Insulating the walls still makes a difference in both the heat load and comfort levels, especially the top half. But unlike the above grade portion the heat loss doesn't track the hourly outside temperature due to the thermal mass and insulating effects of the soil. The heat loss roughly tracks the weekly or sometimes monthly average outdoor temp, but there are many variables (soil type and moisture levels, etc.), and the U-factor is also less than 1/3 that of exposed above grade foundation. From a financial point of view there is still a long-term return on putting R12-R15 on the foundation walls in your climate. See the table 2 p10 of
this document, and read the first chapter.
Maryland is in US climate zone 4, where they're recommending R15 for basement walls. To hit that in a way that won't create mold conditions in either winter or summer the portion of the wall stackup in contact with the wall must be foam, but the R-value can be fattened up with a batt-insulated non-structural studwall trapping the foam to the foundation. R4 of foam is sufficient to control wintertime condensation within a 2x4 studwall in your climate, which is cheaply done with 1" of unfaced EPS (compressed bead board- like cheap coolers, etc), at about 40 cents per square foot, sometimes less. Unfaced EPS is sufficiently permeable to water vapor that it still allows the foundation to dry toward the interior, which is important in some cases to keep the foundation sill from rotting, especially when there is minimal above grade exposure that would otherwise let the ground moisture dry to the exterior (which sounds like your case.) You could also use 3/4" or 1" XPS (pink, blue, green) but it's usually more expensive and has less drying capacity. Using foil faced iso may be risky when you have very little above grade drying capacity unless you have a metal or EPDM capillary break between the foundation sill and concrete. (That was my prior recommendation, but I'm pulling back on that since you're saying "99% below grade".)
If you already finished it out with an uninsulated studwall butted up against the concrete you could still insulate it with non-expanding injection foam with relatively low mold risk. But just the gypsum and trapped air-films adds another R0.5 to the wall, reducing the U-factor a bit. Without some real insulation you'll still probably have to heat it to stay comfortable though.
A cheap double-pane basement window has a U-factor of about 0.5-0.6, which is half that of an exposed concrete wall. A low-E version typically runs U0.32-0.36. But the total square footage is usually SO minimal that it hardly matters. Most 1000' basements would have less than 15 square feet of window, and at a delta-T of 50 F and U-factor of 0.5 that's (50 x 0.5 x 15= ) 225 BTU/hr of window losses. (A sleeping human emits more heat than that!) Even 65 watts of lighting (say, one 2-tube T8 fluorescent fixture) is enough to offset the window loss.
Inverter drive mini-splits usually come with remote controls, and NOT a wall mounted thermostat. The interior air temp is sensed by the wall-cassette (and the incoming air when the blower is running.) Since they are fully modulating systems that run at highest efficiency at the low end of their blower & compressor speed, you're much better off with a "set and forget" strategy than using programmed setbacks, since it'll run at full blast (and lowest efficiency) on the recovery ramps, using more power than you saved. Turning them off (or way down) when you're going away for days still makes sense though.
There are probably at least a dozen very good 3/4 ton mini-splits out there, and a handful of 2-head multi-splits under 20KBTU. I like Daikin Quaternity series for the ability to dehumidify in both heating & cooling modes, with programmable dehumidistat settings but they're not cheap. The 3/4 ton model is the RXG09HVJU using the FTXG09HVJU indoor cassette. It's rated for 12KBTU/hr max at 47F outdoor temp, but still puts out well over 9000BTU @ 17F under any outdoor humidity conditions (which affects defrost duty-cycle). It's cooling efficiency is 26 SEER, heating efficiency HSPF 11 (COP= 4.5@ 47F), which is way up there compared to bottom-end units.
Others in that efficiency class (albeit with simpler-dumber dehumidify controls) are:
Daikin RXS09LVJU/FTXG09HVJU rated 24 SEER/ 12.5 HSPF
Fujitsu Halcyon 9RLFW/AOU9RLS2 , rated 26 SEER/12 HSPF
Mitsubishi H2i series MSZFE-09NA / MUZFE-09NA rated 26 SEER/10 HSPF
There are some good LGs and Sanyos and others of similar ratings, but the above three probably control a combined 90% of the US market (Mitsubishi is the biggest), so from a support point of view they're probably the best bets. IIRC under the hood many of the others use Fujitsu compressors and variable volume valving controls, etc, but with their own power, coils and control algorithms. Dehumidification mode is cooling only, and not under dehumidistat control the way the Daikin Quaternities are, but they're still pretty good.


**Task item**
Below are the entries; output exactly the lines from the one containing "The width and height of the screenshot is (1456, 822)." through the final line, inclusive.

───── Exercise input ─────

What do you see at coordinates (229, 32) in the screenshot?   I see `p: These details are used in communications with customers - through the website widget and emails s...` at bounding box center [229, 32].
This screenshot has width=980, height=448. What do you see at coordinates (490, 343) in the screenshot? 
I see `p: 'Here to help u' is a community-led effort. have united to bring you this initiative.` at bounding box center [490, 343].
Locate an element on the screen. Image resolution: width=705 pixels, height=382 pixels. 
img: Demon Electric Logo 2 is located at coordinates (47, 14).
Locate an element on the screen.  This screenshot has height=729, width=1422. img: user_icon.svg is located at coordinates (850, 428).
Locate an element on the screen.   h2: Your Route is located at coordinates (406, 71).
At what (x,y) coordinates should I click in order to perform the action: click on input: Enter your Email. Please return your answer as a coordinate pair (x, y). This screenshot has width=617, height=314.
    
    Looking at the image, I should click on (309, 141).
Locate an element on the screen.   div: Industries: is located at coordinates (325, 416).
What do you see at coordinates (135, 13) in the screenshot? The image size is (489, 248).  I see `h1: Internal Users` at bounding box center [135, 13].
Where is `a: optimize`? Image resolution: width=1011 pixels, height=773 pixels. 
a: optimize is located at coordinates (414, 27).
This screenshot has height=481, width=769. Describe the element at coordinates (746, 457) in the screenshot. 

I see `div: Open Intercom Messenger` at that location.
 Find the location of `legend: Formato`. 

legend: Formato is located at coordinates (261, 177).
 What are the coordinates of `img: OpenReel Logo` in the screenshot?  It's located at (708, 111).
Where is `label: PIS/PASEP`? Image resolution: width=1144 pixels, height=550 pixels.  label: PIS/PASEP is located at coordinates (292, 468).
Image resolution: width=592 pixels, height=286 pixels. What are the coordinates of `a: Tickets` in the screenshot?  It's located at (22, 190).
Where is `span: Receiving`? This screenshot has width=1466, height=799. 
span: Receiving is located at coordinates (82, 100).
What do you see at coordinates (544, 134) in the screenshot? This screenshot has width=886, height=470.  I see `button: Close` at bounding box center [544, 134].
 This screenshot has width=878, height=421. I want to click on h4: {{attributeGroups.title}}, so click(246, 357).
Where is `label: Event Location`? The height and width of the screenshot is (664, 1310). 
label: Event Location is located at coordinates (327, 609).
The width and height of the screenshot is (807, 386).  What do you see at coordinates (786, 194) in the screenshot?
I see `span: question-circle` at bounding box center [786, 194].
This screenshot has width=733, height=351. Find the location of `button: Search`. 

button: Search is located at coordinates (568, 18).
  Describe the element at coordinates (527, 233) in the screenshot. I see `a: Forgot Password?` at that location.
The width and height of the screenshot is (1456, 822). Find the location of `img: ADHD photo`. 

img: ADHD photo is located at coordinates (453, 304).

─────

**Answer section**
The width and height of the screenshot is (1456, 822). Find the location of `img: ADHD photo`. 

img: ADHD photo is located at coordinates (453, 304).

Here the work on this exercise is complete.